Sunday 17 July 2011

New and old Media control

The New Scientist this week talks about how the internet is different in North Korea. The nation puts heavy restrictions on net access. It wants to control what its people learn about rest of the country and world.
Have you ever thought about out how you see the internet? Allow Google to personalise your search results, they will be skewed towards what it thinks you would like to find.

This “personalisation” can be found in other sites such as Facebook and Yahoo.
The New Scientist warns that we could “create digital dictators in our own image”.

Our MP Dr Phillip Lee picked up on this in the recent discussion about News International.
Part of what he said:
 “…discuss media plurality in reality, as it is now in this world. The way in which individuals search for news, and indeed share news, is changing and has changed. As for the idea that the ownership of one news channel watched by a relatively small number of people should concern us greatly, I suggest that the ownership of search engines and social media should concern us more.”
http://www.theyworkforyou.com/debates/?id=2011-07-13a.390.1&s=phillip+lee#g414.2

This was picked up in a Lib Dem Blog.
“The algorithms the search engines use to generate their results are commercially secret and how would we know that they haven’t been tweaked so that news sites favourable to the engine’s owner don’t get weighted higher than those unfavourable? How often when searching does on go past the first page of results?”
This blogger goes on to quote an example from Belgium, where some newspapers disliked Google indexing their pages and pictures. The same papers are now annoyed that people cannot find the newspapers’ stories because Goggle no longer creates an index to them.

Have you checked your settings recently?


**PROBLEM TO WORK ON**
Output the entries word for word. Omit images.

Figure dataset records
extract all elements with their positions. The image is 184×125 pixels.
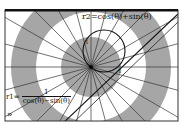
r1-denominator: cos(θ)−sin(θ) bbox=[22, 96, 71, 105]
r2-equation-label[interactable]: r2=cos(θ)+sin(θ) bbox=[82, 12, 152, 21]
r1-fraction: 1 cos(θ)−sin(θ) bbox=[22, 88, 71, 105]
r1-numerator: 1 bbox=[44, 88, 48, 96]
origin-point bbox=[89, 65, 93, 69]
x-axis-tick-label: 1 bbox=[118, 67, 122, 74]
expand-entry-line-button[interactable]: » bbox=[7, 109, 13, 119]
y-axis-tick-label: 1 bbox=[85, 38, 89, 45]
r1-prefix: r1= bbox=[6, 93, 20, 101]
r1-equation-label[interactable]: r1= 1 cos(θ)−sin(θ) bbox=[6, 88, 71, 105]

**EXERCISE RESPONSE**
extract all elements with their positions. The image is 184×125 pixels.
r1-denominator: cos(θ)−sin(θ) bbox=[22, 96, 71, 105]
r2-equation-label[interactable]: r2=cos(θ)+sin(θ) bbox=[82, 12, 152, 21]
r1-fraction: 1 cos(θ)−sin(θ) bbox=[22, 88, 71, 105]
r1-numerator: 1 bbox=[44, 88, 48, 96]
origin-point bbox=[89, 65, 93, 69]
x-axis-tick-label: 1 bbox=[118, 67, 122, 74]
expand-entry-line-button[interactable]: » bbox=[7, 109, 13, 119]
y-axis-tick-label: 1 bbox=[85, 38, 89, 45]
r1-prefix: r1= bbox=[6, 93, 20, 101]
r1-equation-label[interactable]: r1= 1 cos(θ)−sin(θ) bbox=[6, 88, 71, 105]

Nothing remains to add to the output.